At 10pm on March 5th, Webster Stone, who lives at Charles Street and West 4th Street, kept hearing a loud buzz. “I couldn’t place it, I couldn’t figure out what it was, and it irritated me.”

Getting up from his couch, Stone checked to see if it was the washing machine or the dishwasher, and then checked every electronic gadget in the house. “I couldn’t figure out from where it was coming. Then abruptly it stopped.”

An hour later there was a loud knock at Stone’s front door. Thinking it was a friend, Stone opened the small door window to shout “Boo!” But it was two police officers from the Sixth Precinct. “Is this your property?” asked one officer. “You’d better take a look at this.”

The side wall of the townhouse had been “tagged” with three-foot-high graffiti. Stone quickly put it together: “That was the buzz I kept hearing. It was the spray can, but from outside.” The officers took Stone’s details for their report.

“I wish I could have caught him,” Stone told them, “I wish I had just gone outside.”

“Actually he was caught,” said one officer. “Someone saw him, told him to stop, and he took off. Apparently the witness then chased him down, all the way to 22nd Street, caught him, and now we have him in custody.”

Stone pulled out a business card. “Can you give this to the guy who caught him? Let him know I owe him a couple drinks.”

The townhouse is often a target of graffiti such that nearly two years before the co-op had decided to simply paint the side of the building instead of leaving the original 1866 brick. “It was a shame to paint over that brick,” explained Stone, “but getting graffiti off brick is much tougher than simply painting the wall over.”

Weeks later Stone was asked to sign a supporting deposition for the office of the New York District Attorney, which he did. Subsequently all records have been sealed, presumably due to the defendant’s age. The district attorney refuses to release any information regarding the case.

The townhouse wall was painted two weeks after the incident, in a color Benjamin Moore refers to as “Charles Street Red.”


What this task involves:
Search through the entries for the word "body" and copy every line that has it.

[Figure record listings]
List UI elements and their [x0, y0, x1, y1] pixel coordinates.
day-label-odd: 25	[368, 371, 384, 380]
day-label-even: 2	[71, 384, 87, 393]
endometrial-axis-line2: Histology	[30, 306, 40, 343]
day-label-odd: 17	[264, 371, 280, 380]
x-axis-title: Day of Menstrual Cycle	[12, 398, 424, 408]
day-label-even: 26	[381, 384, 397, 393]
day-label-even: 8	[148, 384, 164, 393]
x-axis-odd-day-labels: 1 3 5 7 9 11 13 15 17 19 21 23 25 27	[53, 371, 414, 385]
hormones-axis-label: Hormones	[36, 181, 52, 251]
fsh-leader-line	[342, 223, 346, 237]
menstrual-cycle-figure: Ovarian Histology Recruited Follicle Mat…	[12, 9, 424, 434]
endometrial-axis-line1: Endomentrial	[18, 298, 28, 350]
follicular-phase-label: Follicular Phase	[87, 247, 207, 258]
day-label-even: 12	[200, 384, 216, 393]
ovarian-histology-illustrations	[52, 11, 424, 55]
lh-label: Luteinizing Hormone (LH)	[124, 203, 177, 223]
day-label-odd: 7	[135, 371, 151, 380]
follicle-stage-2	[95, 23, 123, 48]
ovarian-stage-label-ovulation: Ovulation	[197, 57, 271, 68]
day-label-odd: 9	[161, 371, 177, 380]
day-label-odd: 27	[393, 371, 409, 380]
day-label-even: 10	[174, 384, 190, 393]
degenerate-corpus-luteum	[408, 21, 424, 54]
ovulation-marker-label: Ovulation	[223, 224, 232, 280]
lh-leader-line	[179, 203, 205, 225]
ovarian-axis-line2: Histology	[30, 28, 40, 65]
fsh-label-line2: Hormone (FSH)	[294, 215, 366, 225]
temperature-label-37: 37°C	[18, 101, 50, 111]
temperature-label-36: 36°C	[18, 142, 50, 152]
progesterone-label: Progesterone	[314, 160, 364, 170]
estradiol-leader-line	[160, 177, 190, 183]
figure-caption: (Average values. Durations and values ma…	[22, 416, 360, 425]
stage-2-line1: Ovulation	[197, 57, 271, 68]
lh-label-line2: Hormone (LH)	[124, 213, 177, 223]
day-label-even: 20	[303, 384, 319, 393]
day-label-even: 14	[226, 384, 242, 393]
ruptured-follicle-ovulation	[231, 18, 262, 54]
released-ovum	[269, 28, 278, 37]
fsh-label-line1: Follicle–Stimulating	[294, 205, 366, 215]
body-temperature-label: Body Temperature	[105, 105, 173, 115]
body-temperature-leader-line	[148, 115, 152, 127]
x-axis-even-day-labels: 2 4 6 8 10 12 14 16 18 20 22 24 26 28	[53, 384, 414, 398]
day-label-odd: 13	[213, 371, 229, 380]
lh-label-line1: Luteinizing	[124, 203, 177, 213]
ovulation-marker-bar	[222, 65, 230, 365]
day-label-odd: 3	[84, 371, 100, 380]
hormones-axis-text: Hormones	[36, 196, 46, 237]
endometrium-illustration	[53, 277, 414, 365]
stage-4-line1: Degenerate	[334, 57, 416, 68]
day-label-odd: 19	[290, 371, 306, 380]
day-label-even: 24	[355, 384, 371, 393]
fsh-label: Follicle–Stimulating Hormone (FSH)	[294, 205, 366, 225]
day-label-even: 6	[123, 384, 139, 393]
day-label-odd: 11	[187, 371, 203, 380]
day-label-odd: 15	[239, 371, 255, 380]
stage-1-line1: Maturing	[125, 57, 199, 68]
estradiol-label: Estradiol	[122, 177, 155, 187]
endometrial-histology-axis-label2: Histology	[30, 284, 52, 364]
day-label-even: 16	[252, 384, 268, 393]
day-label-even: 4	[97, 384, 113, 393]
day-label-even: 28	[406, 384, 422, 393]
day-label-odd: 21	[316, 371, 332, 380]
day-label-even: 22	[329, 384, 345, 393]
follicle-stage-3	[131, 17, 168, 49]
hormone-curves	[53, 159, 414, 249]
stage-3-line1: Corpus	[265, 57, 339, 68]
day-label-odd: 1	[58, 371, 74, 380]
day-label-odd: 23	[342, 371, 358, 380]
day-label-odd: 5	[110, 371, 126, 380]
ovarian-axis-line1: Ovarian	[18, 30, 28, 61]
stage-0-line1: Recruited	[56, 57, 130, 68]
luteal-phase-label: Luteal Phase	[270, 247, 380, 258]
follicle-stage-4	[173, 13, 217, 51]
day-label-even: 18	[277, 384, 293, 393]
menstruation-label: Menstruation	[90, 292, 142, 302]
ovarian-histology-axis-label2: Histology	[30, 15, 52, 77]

==

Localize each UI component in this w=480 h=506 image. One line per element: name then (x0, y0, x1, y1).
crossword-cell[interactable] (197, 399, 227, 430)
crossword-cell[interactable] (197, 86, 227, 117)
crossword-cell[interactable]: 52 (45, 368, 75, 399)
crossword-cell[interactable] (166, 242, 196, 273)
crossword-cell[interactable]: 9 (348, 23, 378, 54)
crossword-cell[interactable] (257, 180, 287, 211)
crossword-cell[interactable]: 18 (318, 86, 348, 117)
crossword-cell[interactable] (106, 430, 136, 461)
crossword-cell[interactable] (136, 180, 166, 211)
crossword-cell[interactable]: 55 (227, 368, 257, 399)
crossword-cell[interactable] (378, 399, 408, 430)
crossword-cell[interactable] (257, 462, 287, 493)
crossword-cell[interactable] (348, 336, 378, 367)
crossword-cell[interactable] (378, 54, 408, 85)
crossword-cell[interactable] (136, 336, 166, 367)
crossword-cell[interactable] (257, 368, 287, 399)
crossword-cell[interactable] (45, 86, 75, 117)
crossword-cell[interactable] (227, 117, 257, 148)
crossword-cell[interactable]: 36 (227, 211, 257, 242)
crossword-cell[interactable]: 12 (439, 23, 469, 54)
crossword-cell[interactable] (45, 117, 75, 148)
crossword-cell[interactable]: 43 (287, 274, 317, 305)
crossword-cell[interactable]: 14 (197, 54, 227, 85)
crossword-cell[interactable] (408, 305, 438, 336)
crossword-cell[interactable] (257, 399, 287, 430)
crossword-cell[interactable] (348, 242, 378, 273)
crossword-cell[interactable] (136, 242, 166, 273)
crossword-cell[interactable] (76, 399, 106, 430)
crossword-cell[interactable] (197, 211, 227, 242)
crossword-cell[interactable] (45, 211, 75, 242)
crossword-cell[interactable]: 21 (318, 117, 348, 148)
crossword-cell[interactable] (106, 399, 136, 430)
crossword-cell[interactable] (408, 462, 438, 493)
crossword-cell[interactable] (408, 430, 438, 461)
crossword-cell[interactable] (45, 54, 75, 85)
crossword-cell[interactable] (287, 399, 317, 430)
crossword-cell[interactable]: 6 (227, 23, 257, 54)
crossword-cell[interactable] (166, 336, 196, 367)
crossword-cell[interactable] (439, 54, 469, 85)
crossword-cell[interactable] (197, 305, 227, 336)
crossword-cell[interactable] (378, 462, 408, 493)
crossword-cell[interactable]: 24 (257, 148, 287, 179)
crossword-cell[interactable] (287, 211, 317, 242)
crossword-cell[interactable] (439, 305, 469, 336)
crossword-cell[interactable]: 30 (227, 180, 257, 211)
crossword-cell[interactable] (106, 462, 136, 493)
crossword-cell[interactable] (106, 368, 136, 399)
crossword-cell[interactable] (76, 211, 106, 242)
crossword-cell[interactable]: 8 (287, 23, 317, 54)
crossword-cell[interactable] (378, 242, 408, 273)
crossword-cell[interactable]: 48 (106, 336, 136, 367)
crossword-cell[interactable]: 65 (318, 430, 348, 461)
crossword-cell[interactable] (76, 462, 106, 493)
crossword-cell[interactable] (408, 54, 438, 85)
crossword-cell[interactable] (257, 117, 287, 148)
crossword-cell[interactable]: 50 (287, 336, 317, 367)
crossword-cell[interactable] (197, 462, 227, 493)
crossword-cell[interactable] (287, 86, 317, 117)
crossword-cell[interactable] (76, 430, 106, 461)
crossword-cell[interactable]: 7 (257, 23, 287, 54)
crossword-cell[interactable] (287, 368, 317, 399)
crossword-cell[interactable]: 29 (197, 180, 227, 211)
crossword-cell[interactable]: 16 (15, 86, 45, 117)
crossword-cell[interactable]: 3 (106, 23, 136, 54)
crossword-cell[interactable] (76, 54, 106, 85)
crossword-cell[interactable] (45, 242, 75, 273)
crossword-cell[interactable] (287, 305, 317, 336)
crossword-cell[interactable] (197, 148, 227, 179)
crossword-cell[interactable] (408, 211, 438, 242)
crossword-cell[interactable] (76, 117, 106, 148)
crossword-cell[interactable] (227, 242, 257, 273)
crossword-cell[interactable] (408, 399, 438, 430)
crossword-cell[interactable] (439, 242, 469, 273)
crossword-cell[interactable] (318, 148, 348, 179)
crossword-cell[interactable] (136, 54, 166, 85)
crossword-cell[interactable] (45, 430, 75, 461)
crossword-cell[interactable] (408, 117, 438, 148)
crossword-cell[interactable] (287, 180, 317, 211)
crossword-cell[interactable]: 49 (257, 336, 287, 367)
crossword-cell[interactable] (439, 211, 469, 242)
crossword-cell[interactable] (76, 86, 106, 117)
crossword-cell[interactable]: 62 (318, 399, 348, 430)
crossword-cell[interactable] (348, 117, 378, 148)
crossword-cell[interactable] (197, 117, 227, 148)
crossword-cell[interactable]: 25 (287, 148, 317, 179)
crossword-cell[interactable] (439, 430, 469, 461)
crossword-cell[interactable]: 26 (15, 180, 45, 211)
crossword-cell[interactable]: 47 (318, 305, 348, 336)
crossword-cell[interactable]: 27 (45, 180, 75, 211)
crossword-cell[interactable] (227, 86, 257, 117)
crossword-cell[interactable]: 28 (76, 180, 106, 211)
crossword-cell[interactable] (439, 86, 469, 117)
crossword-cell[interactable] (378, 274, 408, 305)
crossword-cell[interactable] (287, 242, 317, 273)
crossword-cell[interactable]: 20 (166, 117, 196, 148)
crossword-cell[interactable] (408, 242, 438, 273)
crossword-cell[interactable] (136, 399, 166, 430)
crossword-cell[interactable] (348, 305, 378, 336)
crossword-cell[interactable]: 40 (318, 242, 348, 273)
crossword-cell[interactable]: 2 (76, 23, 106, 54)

Task solution:
body-temperature-label: Body Temperature	[105, 105, 173, 115]
body-temperature-leader-line	[148, 115, 152, 127]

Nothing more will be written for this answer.